Successful Democratic candidates for the presidency of the United States invariably campaign with promises of domestic largesse and moral uplift. They nearly always end up taking their country to war. Can Joe Biden be a rare exception to that rule, if he succeeds in defeating Donald Trump on November 3?
Aleksei Navalny, the founder of the Anti-Corruption Foundation headquartered in Moscow, is one of the last-standing political opponents of Vladimir Putin. His tightly researched, well-documented reports on the corruption of high-level Kremlin officials have been a thorn in the Kremlin’s side. Not only that, but Navalny has engaged in regional and local politics in a manner that could diminish Putin’s control over the vast Russian Federation.
The point is not what Democrats say against Donald Trump, or the irony of their rhetoric, but the very fact that their opposition somehow exempts them from the absurdities of their own paradoxes.
I watched all four nights of the Democratic National Convention. Huddled in front of my TV set, I was, by the end, yearning to breathe free. As an immigrant to the U.S., I found the Democrats’ obsession with immigrants grating. I’d like to tell Americans why.
Franklin Zimring's 2017 book, When Police Kill, starts with an alarming statistic: Roughly 1,000 Americans die each year at the hands of police. Zimring, criminologist and law professor at the University of California at Berkeley, talks about his book with EconTalk host Russ Roberts. Zimring argues that better policing practices can reduce the number of citizens killed by the police. He also discusses the barriers that stand in the way of more effective and safer policing.
The Editor-in-chief of Education Next, Marty West, joins Paul E. Peterson to discuss the findings from the 2020 Education Next Survey, including populism as a factor in people’s views of education policy. “People who are suspicious of elites feel like the elites are in control of our educational system” is one way of interpreting the findings, Peterson says.
The Democratic National Convention—or the virtual convention—provided for us a display of the battle going on for the heart and soul of the contemporary Democratic Party.
Someone on Facebook recently asked people to tell the most important thing they learned from their father. Here’s the one I came up with and it was really 2 things I learned.
Hoover Institution fellow Victor Davis Hanson discusses the similarities of today’s revolutionary zeal which seeks all-encompassing power to dictate every phase of life with various events in history.
Hoover Institution fellow Scott Atlas talks about the COVID-19 vaccines, research, biotechnology, and capitalizing on the promises of technology and research.
Raghuram Rajan, former governor of the Reserve Bank of India (RBI) and chief economist at the International Monetary Fund (IMF), sees value in bitcoin, cryptocurrencies, and Facebook-backed libra alongside central bank digital currencies.
The economic crisis that has spread across the world, especially in the United States, by the coronavirus is particularly felt by the small business community throughout America.
If you want to know why the world is in such a mess, don’t blame the feckless politicians, blame the paranoid, credulous, insidiously leftist Deep State.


### HOW TO COMPLETE THIS TASK
Would you write out the lines from the one containing "Find the location of a particular element." to the end of the records below, exactly and in full, please?

### DATA TO EXAMINE
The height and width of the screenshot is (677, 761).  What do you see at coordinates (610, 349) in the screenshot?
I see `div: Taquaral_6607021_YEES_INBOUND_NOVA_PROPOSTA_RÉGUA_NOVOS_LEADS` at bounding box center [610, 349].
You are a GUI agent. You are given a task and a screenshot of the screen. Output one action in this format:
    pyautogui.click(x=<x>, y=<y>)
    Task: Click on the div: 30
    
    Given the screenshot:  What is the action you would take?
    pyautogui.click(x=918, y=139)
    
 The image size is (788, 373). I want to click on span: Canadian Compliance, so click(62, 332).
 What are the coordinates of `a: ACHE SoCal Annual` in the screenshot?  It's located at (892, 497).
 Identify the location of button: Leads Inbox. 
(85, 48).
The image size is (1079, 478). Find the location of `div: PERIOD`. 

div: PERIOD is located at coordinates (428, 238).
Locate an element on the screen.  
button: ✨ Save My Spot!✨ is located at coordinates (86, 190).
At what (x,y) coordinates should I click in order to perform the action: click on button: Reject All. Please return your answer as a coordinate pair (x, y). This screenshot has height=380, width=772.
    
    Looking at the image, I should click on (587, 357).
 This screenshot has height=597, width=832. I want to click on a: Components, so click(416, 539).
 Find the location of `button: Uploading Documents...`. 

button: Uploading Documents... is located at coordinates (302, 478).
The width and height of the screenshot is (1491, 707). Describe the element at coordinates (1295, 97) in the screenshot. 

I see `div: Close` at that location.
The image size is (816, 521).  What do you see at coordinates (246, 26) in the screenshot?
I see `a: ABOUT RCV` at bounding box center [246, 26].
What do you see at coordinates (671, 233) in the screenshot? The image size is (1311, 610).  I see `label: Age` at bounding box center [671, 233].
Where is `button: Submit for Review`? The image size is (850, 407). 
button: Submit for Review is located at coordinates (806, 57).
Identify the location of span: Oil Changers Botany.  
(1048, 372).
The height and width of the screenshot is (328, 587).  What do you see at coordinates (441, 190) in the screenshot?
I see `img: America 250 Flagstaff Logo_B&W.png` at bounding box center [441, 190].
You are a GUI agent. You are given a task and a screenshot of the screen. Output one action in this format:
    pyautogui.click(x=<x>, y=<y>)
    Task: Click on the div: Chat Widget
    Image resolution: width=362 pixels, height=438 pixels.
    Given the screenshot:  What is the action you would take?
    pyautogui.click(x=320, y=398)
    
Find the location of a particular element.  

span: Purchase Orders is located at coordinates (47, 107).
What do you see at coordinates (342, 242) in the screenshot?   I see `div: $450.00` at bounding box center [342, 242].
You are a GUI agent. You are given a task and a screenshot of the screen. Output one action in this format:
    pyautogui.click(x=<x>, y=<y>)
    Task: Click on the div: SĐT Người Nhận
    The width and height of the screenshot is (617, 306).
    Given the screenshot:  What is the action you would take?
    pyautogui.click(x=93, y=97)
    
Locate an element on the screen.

### EXERCISE OUTPUT
Find the location of a particular element.  

span: Purchase Orders is located at coordinates (47, 107).
What do you see at coordinates (342, 242) in the screenshot?   I see `div: $450.00` at bounding box center [342, 242].
You are a GUI agent. You are given a task and a screenshot of the screen. Output one action in this format:
    pyautogui.click(x=<x>, y=<y>)
    Task: Click on the div: SĐT Người Nhận
    The width and height of the screenshot is (617, 306).
    Given the screenshot:  What is the action you would take?
    pyautogui.click(x=93, y=97)
    
Locate an element on the screen.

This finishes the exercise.